I remember touching down in Kuwait a little after midnight and it was already 108. By noon that day it got up to 140. 

6 degrees hotter than highest recorded temp, nice! 

Edited by Not at the table Karlos
Posted
6 hours ago, ExiledInIllinois said:

-30°F, Arrowhead of Minnesota, Lutsen Mountains... Near Thunder Bay, Ontario. Sunrise over L Superior skiing SouthEast w/my son... January 2016... This run:

 

 

It was so bad cold-wise... I covered my camera and goggles through the snow gun halfway through.  Would have been doomed at those temps getting pasted with snow.

 

 

Thnx for sharing that, I haven't skied in a few years now but skied about 100 days a year for around 10 years in Utah. First few years I would work on the overnight snowmaking crew for a free pass before the season started, then get laid off when the tourists got to town. We had a blast flying around on snowmobiles all night, sometimes in sub zero temps. I don't think I could do that now. Best part was you got to keep your season pass and then ski everyday and make bank tending bar and waiting tables at night. I really miss it sometimes. 

  • Like (+1) 1
Posted
4 hours ago, The Jerk said:

I remember touching down in Kuwait a little after midnight and it was already 108. By noon that day it got up to 140. 

Sorry. Hottest recorded temperature on Earth was 134 degrees in Death Valley 1913. I do believe it was really freaking hot where you were in Kuwait, not 140 though.

Posted

It was 44degC in Melbourne last Friday.
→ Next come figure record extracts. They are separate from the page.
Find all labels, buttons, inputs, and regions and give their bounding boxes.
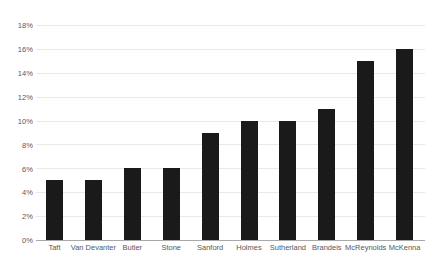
y-axis-tick-label: 12% <box>3 94 33 102</box>
x-axis-tick-label-van-devanter: Van Devanter <box>71 244 116 252</box>
y-axis-tick-label: 18% <box>3 22 33 30</box>
bar-mcreynolds <box>357 61 374 240</box>
bar-taft <box>46 180 63 240</box>
x-axis-tick-label-sanford: Sanford <box>197 244 223 252</box>
y-axis-tick-label: 16% <box>3 46 33 54</box>
bars-layer <box>36 25 425 240</box>
y-axis-tick-label: 10% <box>3 118 33 126</box>
bar-stone <box>163 168 180 240</box>
x-axis-line <box>36 240 425 241</box>
bar-holmes <box>241 121 258 240</box>
bar-mckenna <box>396 49 413 240</box>
bar-sanford <box>202 133 219 241</box>
y-axis-tick-label: 6% <box>3 166 33 174</box>
x-axis-tick-label-mcreynolds: McReynolds <box>345 244 386 252</box>
x-axis: Taft Van Devanter Butler Stone Sanford H… <box>36 244 425 264</box>
x-axis-tick-label-butler: Butler <box>123 244 143 252</box>
y-axis-tick-label: 14% <box>3 70 33 78</box>
y-axis-tick-label: 0% <box>3 237 33 245</box>
bar-brandeis <box>318 109 335 240</box>
bar-chart: 18% 16% 14% 12% 10% 8% 6% 4% 2% 0% Taft <box>0 0 435 266</box>
x-axis-tick-label-brandeis: Brandeis <box>312 244 342 252</box>
x-axis-tick-label-mckenna: McKenna <box>389 244 421 252</box>
bar-van-devanter <box>85 180 102 240</box>
x-axis-tick-label-stone: Stone <box>161 244 181 252</box>
x-axis-tick-label-taft: Taft <box>48 244 60 252</box>
bar-butler <box>124 168 141 240</box>
x-axis-tick-label-holmes: Holmes <box>236 244 261 252</box>
y-axis-tick-label: 2% <box>3 213 33 221</box>
y-axis: 18% 16% 14% 12% 10% 8% 6% 4% 2% 0% <box>0 25 33 240</box>
y-axis-tick-label: 8% <box>3 142 33 150</box>
x-axis-tick-label-sutherland: Sutherland <box>270 244 306 252</box>
bar-sutherland <box>279 121 296 240</box>
y-axis-tick-label: 4% <box>3 189 33 197</box>
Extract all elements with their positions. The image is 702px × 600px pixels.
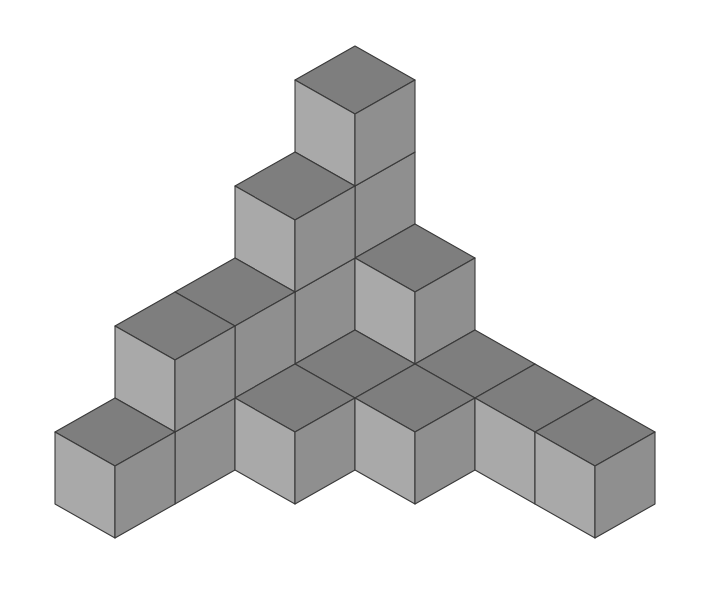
isometric-cubes-canvas [0,0,702,600]
cube-diagram [0,0,702,600]
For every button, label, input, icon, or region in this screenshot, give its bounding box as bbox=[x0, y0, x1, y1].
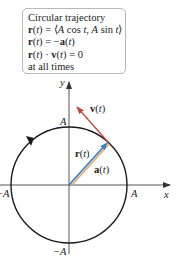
top-intercept-label: A bbox=[60, 117, 66, 128]
bottom-intercept-label: −A bbox=[53, 247, 67, 258]
left-intercept-label: −A bbox=[0, 189, 10, 200]
velocity-label: v(t) bbox=[90, 104, 105, 115]
position-label: r(t) bbox=[75, 149, 90, 160]
acceleration-label: a(t) bbox=[94, 165, 109, 176]
y-axis-label: y bbox=[60, 78, 65, 89]
x-axis-label: x bbox=[164, 190, 169, 201]
right-intercept-label: A bbox=[131, 189, 137, 200]
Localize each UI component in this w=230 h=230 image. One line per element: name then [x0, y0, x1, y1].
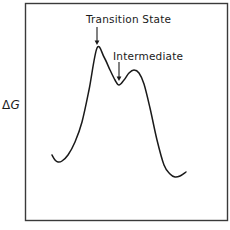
y-axis-label-symbol: G: [11, 98, 21, 112]
annotation-label-transition-state: Transition State: [86, 13, 171, 25]
plot-frame: [26, 4, 228, 221]
energy-diagram-figure: ΔG Transition State Intermediate: [0, 0, 230, 230]
y-axis-label: ΔG: [2, 98, 20, 112]
energy-diagram-canvas: [0, 0, 230, 230]
y-axis-label-delta: Δ: [2, 98, 11, 112]
annotation-label-intermediate: Intermediate: [113, 50, 183, 62]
Like an oven door had been left open. 

Hotest was Las Vegas, the temperature listed outside, I think Caesar’s, was 116degF.

Posted
6 hours ago, Turk71 said:

record high temp in Kuwait was 129 in July 2016, second highest temp ever in eastern hemisphere.

 

There were a few days in my time in Saudi and Kuwait that hit the high one hundred teens. Blisteringly hot. That place is hell on earth, no wonder they're all so angry.

 

Coldest? A few years ago, it was like -15 around here. That was pretty darn cold.